Welcome
The Suicide Cultures site contains news and information about the Suicide Cultures: Reimagining Suicide Research project, funded by a Wellcome Trust Investigator Award.
You'll also find news about related projects on suicide and self-harm, such as:
- Discovering Liveability: Co-producing Alternatives to Suicide Prevention (2024-2031), funded by a Wellcome Discovery Award.
- Suicide in/as Politics (2020-2024), funded by a Leverhulme Trust Project Grant, led by Amy Chandler and Ana Jordan, University of Lincoln, with Research Associates Hazel Marzetti (Edinburgh) and Alex Oaten (Lincoln).

The Suicide Cultures blog features posts about the project, written by members of the research team & associates.
Recent posts include:
What, suicide runs in families? - by Kelly Stewart
‘Unforeseeable’ and ‘inevitable’: Constructions of prison suicide in Scotland’s Fatal Accidents and Sudden Deaths Inquiries - by Rebecca Helman
Insights from the field: Learning from our qualitative research on suicide in Scotland - by Joe Anderson
Reflections on the International Association for Suicide Prevention (IASP) Conference 2023 - by Sarah Huque
Socially compassionate responses to suicide: A contribution to the Time, Space, Compassion approach - by Rebecca Helman
Working through the ethics of 'Suicide Cultures': Part I 'in good faith' - by Sarah Huque
Staying Alive: risk, resistance and responses to LGBT+ suicide, by Hazel Marzetti
What does it mean to investigate suicide cultures? by Joe Anderson

Suicide Cultures: Reimagining Research is a 5 year, qualitative study, using multiple methods. The research aims to better understand suicide in Scotland, focusing on social and cultural factors.
The project team have been working since 2021 across diverse regions and communities in Scotland, in order to develop a detailed and nuanced picture of how suicide affects and is understood in different places, by different people.
Suicide Cultures Recent and Upcoming Presentations

On the 26th-29th August 2025 at The RGS-IBG Annual International Conference 2025 (University of Birmingham and online), Sarah Huque will be presenting: 'Guilt, anger, grief, and peace: Mapping suicide bereavement stories to explore the conditions that inform suicide and its aftermath', in an organised session called: 'Emotional Geographies of Loss and Vulnerability: The Role of Emotions for the Transformation of Local Worlds'.
Suicide Cultures Project team organised Symposium on the 6th- 7th of May 2025, Suicide Cultures and the Sociology of Suicide Symposium in Edinburgh. Sarah Huque presented 'From within and going without: A critical phenomenological exploration of experiences of institutions & suicide'.
Sarah Huque presented at 'Learning from the materiality of suicide stories: Closed windows and government letters' at the Suicide Research Symposium (online), 23-25th April 2025.
Sarah Huque presented at 'Learning Across Death Investigations: A SAFESOC dissemination and network building event' in September 2024 in Manchester.
The Suicide Cultures Podcast features researchers Joe Anderson, Rebecca Helman and Sarah Huque in conversation with each other, or with special guests, discussing suicide-related topics from a range of perspectives.
The podcast is designed to take our conversations about suicide to a broader audience, and to involve people with different types of experience and expertise in these.
You can listen to the podcast via Spotify, and see notes and summaries of all our shows so far over on the blog.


*YOUR INSTRUCTIONS*: Output the material exactly, with every line intact.

*RECORDS FOR THE EXERCISE*:
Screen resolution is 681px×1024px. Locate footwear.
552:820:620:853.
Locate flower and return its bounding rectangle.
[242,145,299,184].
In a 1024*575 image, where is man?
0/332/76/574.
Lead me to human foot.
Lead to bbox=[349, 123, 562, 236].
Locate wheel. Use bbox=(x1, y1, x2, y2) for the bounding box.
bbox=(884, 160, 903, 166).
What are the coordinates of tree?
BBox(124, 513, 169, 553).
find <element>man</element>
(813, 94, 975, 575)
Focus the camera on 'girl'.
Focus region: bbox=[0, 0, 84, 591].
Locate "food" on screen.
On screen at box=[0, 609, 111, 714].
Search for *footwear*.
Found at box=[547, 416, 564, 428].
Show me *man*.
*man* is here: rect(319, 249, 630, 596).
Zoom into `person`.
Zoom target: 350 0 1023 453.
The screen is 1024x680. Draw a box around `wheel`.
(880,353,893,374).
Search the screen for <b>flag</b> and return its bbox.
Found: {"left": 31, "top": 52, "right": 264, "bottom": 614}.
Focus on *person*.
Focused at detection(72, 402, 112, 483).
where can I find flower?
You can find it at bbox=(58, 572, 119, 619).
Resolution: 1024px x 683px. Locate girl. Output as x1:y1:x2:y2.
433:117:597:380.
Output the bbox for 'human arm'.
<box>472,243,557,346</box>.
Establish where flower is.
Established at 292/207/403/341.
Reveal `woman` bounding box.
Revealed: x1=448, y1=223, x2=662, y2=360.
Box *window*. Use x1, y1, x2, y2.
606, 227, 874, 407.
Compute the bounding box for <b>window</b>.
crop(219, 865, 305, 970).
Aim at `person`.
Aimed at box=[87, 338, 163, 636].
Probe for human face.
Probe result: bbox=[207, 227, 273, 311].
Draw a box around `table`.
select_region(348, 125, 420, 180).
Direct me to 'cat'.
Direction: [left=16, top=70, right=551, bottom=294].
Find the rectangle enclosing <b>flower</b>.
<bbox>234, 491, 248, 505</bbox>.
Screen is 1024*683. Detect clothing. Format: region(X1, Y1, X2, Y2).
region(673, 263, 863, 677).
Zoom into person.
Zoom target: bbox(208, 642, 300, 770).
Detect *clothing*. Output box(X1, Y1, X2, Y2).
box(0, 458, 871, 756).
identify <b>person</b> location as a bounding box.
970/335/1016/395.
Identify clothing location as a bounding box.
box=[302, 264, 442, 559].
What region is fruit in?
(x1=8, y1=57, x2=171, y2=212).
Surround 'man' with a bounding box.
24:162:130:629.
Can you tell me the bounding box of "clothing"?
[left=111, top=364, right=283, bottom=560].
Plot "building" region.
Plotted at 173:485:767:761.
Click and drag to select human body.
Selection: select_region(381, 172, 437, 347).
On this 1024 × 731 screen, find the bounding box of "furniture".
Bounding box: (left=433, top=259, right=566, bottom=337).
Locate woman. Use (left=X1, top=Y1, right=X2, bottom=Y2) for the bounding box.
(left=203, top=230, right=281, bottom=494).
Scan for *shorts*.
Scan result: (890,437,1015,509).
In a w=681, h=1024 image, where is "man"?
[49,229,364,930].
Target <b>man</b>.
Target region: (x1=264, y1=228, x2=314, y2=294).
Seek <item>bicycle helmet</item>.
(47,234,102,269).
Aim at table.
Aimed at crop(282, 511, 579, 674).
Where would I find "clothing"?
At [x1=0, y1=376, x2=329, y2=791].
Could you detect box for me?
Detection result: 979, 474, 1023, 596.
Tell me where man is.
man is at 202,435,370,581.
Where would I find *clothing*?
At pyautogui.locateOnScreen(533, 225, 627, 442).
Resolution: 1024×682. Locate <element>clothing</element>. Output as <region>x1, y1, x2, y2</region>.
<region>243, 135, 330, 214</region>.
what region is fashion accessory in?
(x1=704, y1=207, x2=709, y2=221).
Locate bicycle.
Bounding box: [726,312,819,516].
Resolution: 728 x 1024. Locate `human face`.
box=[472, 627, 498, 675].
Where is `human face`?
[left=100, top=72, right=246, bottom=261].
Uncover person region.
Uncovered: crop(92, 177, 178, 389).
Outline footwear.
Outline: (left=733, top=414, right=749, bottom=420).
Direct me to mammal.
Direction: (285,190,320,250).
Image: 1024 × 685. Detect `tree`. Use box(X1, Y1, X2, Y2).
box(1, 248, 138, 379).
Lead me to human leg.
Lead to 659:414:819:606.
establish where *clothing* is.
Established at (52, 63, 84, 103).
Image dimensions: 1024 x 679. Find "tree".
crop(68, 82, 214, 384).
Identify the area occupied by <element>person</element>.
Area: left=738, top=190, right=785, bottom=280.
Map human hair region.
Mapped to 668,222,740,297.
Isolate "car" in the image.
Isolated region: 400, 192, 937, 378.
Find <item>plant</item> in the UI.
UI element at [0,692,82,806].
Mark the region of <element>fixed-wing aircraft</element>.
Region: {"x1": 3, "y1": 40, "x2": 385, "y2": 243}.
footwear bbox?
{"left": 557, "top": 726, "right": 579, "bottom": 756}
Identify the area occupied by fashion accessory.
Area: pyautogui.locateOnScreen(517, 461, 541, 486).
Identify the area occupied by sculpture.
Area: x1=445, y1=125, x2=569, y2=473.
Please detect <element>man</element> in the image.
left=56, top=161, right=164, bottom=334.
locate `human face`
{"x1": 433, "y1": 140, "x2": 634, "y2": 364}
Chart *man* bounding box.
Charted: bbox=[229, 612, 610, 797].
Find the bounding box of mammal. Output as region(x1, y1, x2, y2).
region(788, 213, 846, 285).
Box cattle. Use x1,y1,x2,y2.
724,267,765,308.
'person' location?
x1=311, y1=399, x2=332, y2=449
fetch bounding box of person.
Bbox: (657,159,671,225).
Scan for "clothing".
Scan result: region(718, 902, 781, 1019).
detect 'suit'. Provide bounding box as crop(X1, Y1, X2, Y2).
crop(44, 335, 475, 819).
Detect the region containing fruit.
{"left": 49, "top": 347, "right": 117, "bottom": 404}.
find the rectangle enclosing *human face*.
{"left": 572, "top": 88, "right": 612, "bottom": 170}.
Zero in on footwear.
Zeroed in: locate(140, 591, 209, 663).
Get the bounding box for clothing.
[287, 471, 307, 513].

*RESPONSE TO THE TASK*:
Screen resolution is 681px×1024px. Locate footwear.
552:820:620:853.
Locate flower and return its bounding rectangle.
[242,145,299,184].
In a 1024*575 image, where is man?
0/332/76/574.
Lead me to human foot.
Lead to bbox=[349, 123, 562, 236].
Locate wheel. Use bbox=(x1, y1, x2, y2) for the bounding box.
bbox=(884, 160, 903, 166).
What are the coordinates of tree?
BBox(124, 513, 169, 553).
find <element>man</element>
(813, 94, 975, 575)
Focus the camera on 'girl'.
Focus region: bbox=[0, 0, 84, 591].
Locate "food" on screen.
On screen at box=[0, 609, 111, 714].
Search for *footwear*.
Found at box=[547, 416, 564, 428].
Show me *man*.
*man* is here: rect(319, 249, 630, 596).
Zoom into `person`.
Zoom target: 350 0 1023 453.
The screen is 1024x680. Draw a box around `wheel`.
(880,353,893,374).
Search the screen for <b>flag</b> and return its bbox.
Found: {"left": 31, "top": 52, "right": 264, "bottom": 614}.
Focus on *person*.
Focused at detection(72, 402, 112, 483).
where can I find flower?
You can find it at bbox=(58, 572, 119, 619).
Resolution: 1024px x 683px. Locate girl. Output as x1:y1:x2:y2.
433:117:597:380.
Output the bbox for 'human arm'.
<box>472,243,557,346</box>.
Establish where flower is.
Established at 292/207/403/341.
Reveal `woman` bounding box.
Revealed: x1=448, y1=223, x2=662, y2=360.
Box *window*. Use x1, y1, x2, y2.
606, 227, 874, 407.
Compute the bounding box for <b>window</b>.
crop(219, 865, 305, 970).
Aim at `person`.
Aimed at box=[87, 338, 163, 636].
Probe for human face.
Probe result: bbox=[207, 227, 273, 311].
Draw a box around `table`.
select_region(348, 125, 420, 180).
Direct me to 'cat'.
Direction: [left=16, top=70, right=551, bottom=294].
Find the rectangle enclosing <b>flower</b>.
<bbox>234, 491, 248, 505</bbox>.
Screen is 1024*683. Detect clothing. Format: region(X1, Y1, X2, Y2).
region(673, 263, 863, 677).
Zoom into person.
Zoom target: bbox(208, 642, 300, 770).
Detect *clothing*. Output box(X1, Y1, X2, Y2).
box(0, 458, 871, 756).
identify <b>person</b> location as a bounding box.
970/335/1016/395.
Identify clothing location as a bounding box.
box=[302, 264, 442, 559].
What region is fruit in?
(x1=8, y1=57, x2=171, y2=212).
Surround 'man' with a bounding box.
24:162:130:629.
Can you tell me the bounding box of "clothing"?
[left=111, top=364, right=283, bottom=560].
Plot "building" region.
Plotted at 173:485:767:761.
Click and drag to select human body.
Selection: select_region(381, 172, 437, 347).
On this 1024 × 731 screen, find the bounding box of "furniture".
Bounding box: (left=433, top=259, right=566, bottom=337).
Locate woman. Use (left=X1, top=Y1, right=X2, bottom=Y2) for the bounding box.
(left=203, top=230, right=281, bottom=494).
Scan for *shorts*.
Scan result: (890,437,1015,509).
In a w=681, h=1024 image, where is "man"?
[49,229,364,930].
Target <b>man</b>.
Target region: (x1=264, y1=228, x2=314, y2=294).
Seek <item>bicycle helmet</item>.
(47,234,102,269).
Aim at table.
Aimed at crop(282, 511, 579, 674).
Where would I find "clothing"?
At [x1=0, y1=376, x2=329, y2=791].
Could you detect box for me?
Detection result: 979, 474, 1023, 596.
Tell me where man is.
man is at 202,435,370,581.
Where would I find *clothing*?
At pyautogui.locateOnScreen(533, 225, 627, 442).
Resolution: 1024×682. Locate <element>clothing</element>. Output as <region>x1, y1, x2, y2</region>.
<region>243, 135, 330, 214</region>.
what region is fashion accessory in?
(x1=704, y1=207, x2=709, y2=221).
Locate bicycle.
Bounding box: [726,312,819,516].
Resolution: 728 x 1024. Locate `human face`.
box=[472, 627, 498, 675].
Where is `human face`?
[left=100, top=72, right=246, bottom=261].
Uncover person region.
Uncovered: crop(92, 177, 178, 389).
Outline footwear.
Outline: (left=733, top=414, right=749, bottom=420).
Direct me to mammal.
Direction: (285,190,320,250).
Image: 1024 × 685. Detect `tree`. Use box(X1, Y1, X2, Y2).
box(1, 248, 138, 379).
Lead me to human leg.
Lead to 659:414:819:606.
establish where *clothing* is.
Established at (52, 63, 84, 103).
Image dimensions: 1024 x 679. Find "tree".
crop(68, 82, 214, 384).
Identify the area occupied by <element>person</element>.
Area: left=738, top=190, right=785, bottom=280.
Map human hair region.
Mapped to 668,222,740,297.
Isolate "car" in the image.
Isolated region: 400, 192, 937, 378.
Find <item>plant</item> in the UI.
UI element at [0,692,82,806].
Mark the region of <element>fixed-wing aircraft</element>.
Region: {"x1": 3, "y1": 40, "x2": 385, "y2": 243}.
footwear bbox?
{"left": 557, "top": 726, "right": 579, "bottom": 756}
Identify the area occupied by fashion accessory.
Area: pyautogui.locateOnScreen(517, 461, 541, 486).
Identify the area occupied by sculpture.
Area: x1=445, y1=125, x2=569, y2=473.
Please detect <element>man</element> in the image.
left=56, top=161, right=164, bottom=334.
locate `human face`
{"x1": 433, "y1": 140, "x2": 634, "y2": 364}
Chart *man* bounding box.
Charted: bbox=[229, 612, 610, 797].
Find the bounding box of mammal. Output as region(x1, y1, x2, y2).
region(788, 213, 846, 285).
Box cattle. Use x1,y1,x2,y2.
724,267,765,308.
'person' location?
x1=311, y1=399, x2=332, y2=449
fetch bounding box of person.
Bbox: (657,159,671,225).
Scan for "clothing".
Scan result: region(718, 902, 781, 1019).
detect 'suit'. Provide bounding box as crop(X1, Y1, X2, Y2).
crop(44, 335, 475, 819).
Detect the region containing fruit.
{"left": 49, "top": 347, "right": 117, "bottom": 404}.
find the rectangle enclosing *human face*.
{"left": 572, "top": 88, "right": 612, "bottom": 170}.
Zero in on footwear.
Zeroed in: locate(140, 591, 209, 663).
Get the bounding box for clothing.
[287, 471, 307, 513].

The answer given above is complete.